Editorial from the December 2013 issue of the Socialist Standard
The word revolution means different things to different people. There’s the Glorious Revolution of 1688, the Industrial Revolution, the French Revolution, the Russian Revolution. It is even used by advertisers to give an impression of something new and different. This is a clue to its use in society, history and politics – to describe the complete replacement of the previously existing system. There is also the implication that this occurs fairly rapidly; otherwise it’s evolution.
Some people, influenced by the perception of the French Revolution cultivated by those who didn’t and don’t like it, associate the word with violence. A social or political revolution can involve violence and many have. A revolution certainly involves force – this has to be the lever bringing about the change – as the beneficiaries of the old system have to be forced to give up their power and privileges, but this can take other forms than outright violence. It can take the form of mass popular pressure or of the use of the ‘legitimate’ force of the state machine.
When Russell Brand called, in his interview with Jeremy Paxman, for a revolution he clearly meant it in the sense of getting completely rid of the present system of elite rule and neglect of people’s needs. Some interpreted him as calling for a repeat of the riots and looting of the summer of 2011 on a wider scale, but he himself later insisted that the revolution he envisaged should be non-violent.
The socialist of the Victorian era, William Morris, opens his pamphlet How We Live and How We Might Live with these words:
‘The word Revolution, which we Socialists are so often forced to use, has a terrible sound in most people's ears, even when we have explained to them that it does not necessarily mean a change accompanied by riot and all kinds of violence, and cannot mean a change made mechanically and in the teeth of opinion by a group of men who have somehow managed to seize on the executive power for the moment.’

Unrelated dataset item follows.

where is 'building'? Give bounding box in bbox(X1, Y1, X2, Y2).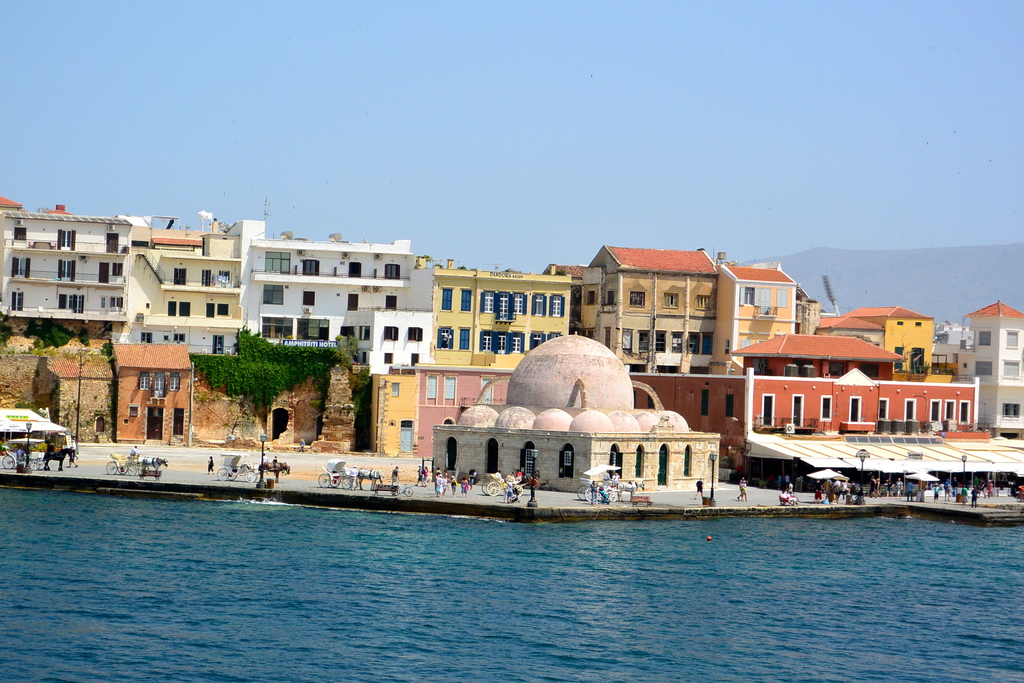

Socialists, he went on, mean by it ‘a change in the basis of society’.
This is the sense in which we too have always used the word. The revolution we envisage is a change in the basis of society from the present minority class ownership of the means of production to their common ownership and democratic control by all the people in their own interest.
We wholeheartedly endorse Morris’s view that this change cannot be ‘made mechanically and in the teeth of opinion by a group of men who have somehow managed to seize the executive power for the moment’, as some 19th and 20th century self-styled revolutionaries have maintained.

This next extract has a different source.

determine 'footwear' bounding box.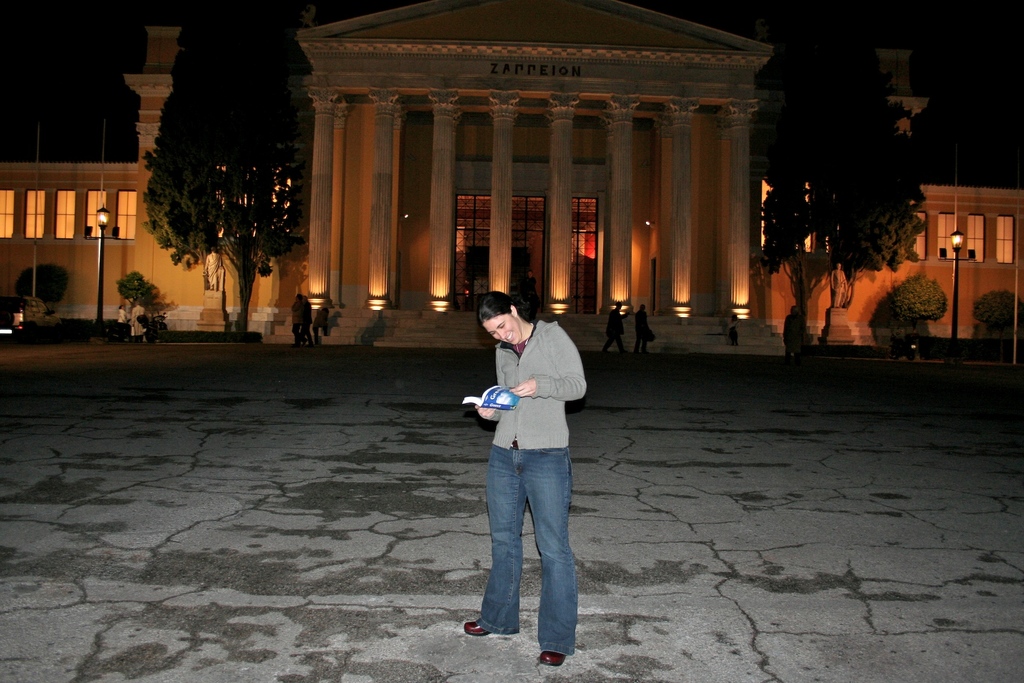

For us, the social revolution from capitalism to socialism has to be carried out democratically, both in the sense of having majority support and in the sense of employing democratic means. This latter means organising without leaders. In the developed capitalist parts of the world this democratic self-organisation can – and we say should – also involve organising to win control of political power via the ballot box and parliament. In other words, forming a political party to challenge those Brand said he has (rightly) never voted for and never would. We shouldn’t let them have a clear run or allow them to claim to be the’ legitimately elected representatives of the people’.